Following some of our previous discussions, I went back to your "privacy model" explainer, which I believe to be the most representative definition of "privacy" used to establish the Privacy Sandbox proposals.
It became clear to me through some of issues that were opened in the past few months that there was some disagreements around that privacy definition and that here may be the best place to address them.
For example, it seems to me that your current definition of privacy doesn't include anything with regards to transparency and control to the user, which eventually is causing some disagreement with regards to some propositions (FLoC, FLEDGE, etc.).
Could we add as part of that privacy definition that users should remain aware of the information web actors may have on them, as well as control access to it?
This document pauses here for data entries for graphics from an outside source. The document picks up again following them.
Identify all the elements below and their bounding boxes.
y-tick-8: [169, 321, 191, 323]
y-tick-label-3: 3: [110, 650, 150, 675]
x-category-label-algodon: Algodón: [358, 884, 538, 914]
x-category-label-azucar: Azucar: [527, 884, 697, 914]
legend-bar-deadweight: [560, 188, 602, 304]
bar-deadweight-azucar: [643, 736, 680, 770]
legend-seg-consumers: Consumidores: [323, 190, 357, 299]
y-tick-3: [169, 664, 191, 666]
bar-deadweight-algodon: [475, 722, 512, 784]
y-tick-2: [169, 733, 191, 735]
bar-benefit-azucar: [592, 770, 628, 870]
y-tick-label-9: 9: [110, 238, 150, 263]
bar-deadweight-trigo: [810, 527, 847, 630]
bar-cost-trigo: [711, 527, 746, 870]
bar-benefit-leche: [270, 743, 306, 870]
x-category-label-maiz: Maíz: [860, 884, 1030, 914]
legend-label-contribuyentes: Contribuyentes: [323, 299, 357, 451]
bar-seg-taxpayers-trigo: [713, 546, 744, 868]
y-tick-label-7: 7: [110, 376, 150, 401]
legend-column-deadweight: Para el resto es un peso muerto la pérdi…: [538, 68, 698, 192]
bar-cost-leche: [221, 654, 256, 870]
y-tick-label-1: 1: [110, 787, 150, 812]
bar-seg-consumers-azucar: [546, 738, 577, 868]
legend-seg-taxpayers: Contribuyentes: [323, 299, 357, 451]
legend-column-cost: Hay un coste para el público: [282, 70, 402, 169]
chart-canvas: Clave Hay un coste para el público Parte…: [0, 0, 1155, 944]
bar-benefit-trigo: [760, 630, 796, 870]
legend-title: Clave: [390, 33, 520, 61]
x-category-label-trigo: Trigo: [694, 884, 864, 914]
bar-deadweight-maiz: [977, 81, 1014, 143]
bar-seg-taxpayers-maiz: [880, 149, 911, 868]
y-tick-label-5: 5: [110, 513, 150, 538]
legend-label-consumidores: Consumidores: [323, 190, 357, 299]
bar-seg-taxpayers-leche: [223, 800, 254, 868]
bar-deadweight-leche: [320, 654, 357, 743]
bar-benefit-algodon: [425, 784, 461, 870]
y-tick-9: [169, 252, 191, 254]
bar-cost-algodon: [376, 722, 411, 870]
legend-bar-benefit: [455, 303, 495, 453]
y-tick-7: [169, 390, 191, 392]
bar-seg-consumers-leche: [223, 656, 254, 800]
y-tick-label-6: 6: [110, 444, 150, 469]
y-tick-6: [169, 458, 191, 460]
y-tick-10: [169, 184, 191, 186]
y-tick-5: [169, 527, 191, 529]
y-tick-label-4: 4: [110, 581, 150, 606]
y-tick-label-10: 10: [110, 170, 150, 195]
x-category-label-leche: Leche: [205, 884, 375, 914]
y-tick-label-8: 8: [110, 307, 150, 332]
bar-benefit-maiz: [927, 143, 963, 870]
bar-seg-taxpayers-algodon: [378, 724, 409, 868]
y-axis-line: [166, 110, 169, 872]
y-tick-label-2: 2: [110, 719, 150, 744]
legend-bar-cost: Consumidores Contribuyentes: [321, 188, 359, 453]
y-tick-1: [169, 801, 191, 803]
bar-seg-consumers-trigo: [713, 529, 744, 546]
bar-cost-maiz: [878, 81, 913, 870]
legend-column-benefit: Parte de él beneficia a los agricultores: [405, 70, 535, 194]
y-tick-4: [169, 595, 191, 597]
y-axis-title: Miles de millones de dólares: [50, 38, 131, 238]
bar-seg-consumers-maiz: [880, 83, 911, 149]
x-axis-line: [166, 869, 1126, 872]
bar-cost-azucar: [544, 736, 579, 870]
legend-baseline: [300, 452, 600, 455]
For example, in its current version, FLoC makes the user's profile obfuscated to the user himself, while web actors will be able to derive interests from a given cohort ID. As well, under FLoC's current version, the user doesn't have control over the profile the browser builds for him (the cohort he is assigned to).
Making those two principle (transparency and control) part of the core definition of your privacy model for the web would help prevent such use cases not to be supported.
Arguably, I think those two components are more valuable to the user than the ones currently defined (preventing first party identity from being shared).
Hi @michaelkleber ,
Following some of our previous discussions, I went back to your "privacy model" explainer, which I believe to be the most representative definition of "privacy" used to establish the Privacy Sandbox proposals. It became clear to me through some of issues that were opened in the past few months that there was some disagreements around that privacy definition and that here may be the best place to address them.
For example, it seems to me that your current definition of privacy doesn't include anything with regards to transparency and control to the user, which eventually is causing some disagreement with regards to some propositions (FLoC, FLEDGE, etc.).
Could we add as part of that privacy definition that users should remain aware of the information web actors may have on them, as well as control access to it? For example, in its current version, FLoC makes the user's profile obfuscated to the user himself, while web actors will be able to derive interests from a given cohort ID. As well, under FLoC's current version, the user doesn't have control over the profile the browser builds for him (the cohort he is assigned to). Making those two principle (transparency and control) part of the core definition of your privacy model for the web would help prevent such use cases not to be supported.
Arguably, I think those two components are more valuable to the user than the ones currently defined (preventing first party identity from being shared).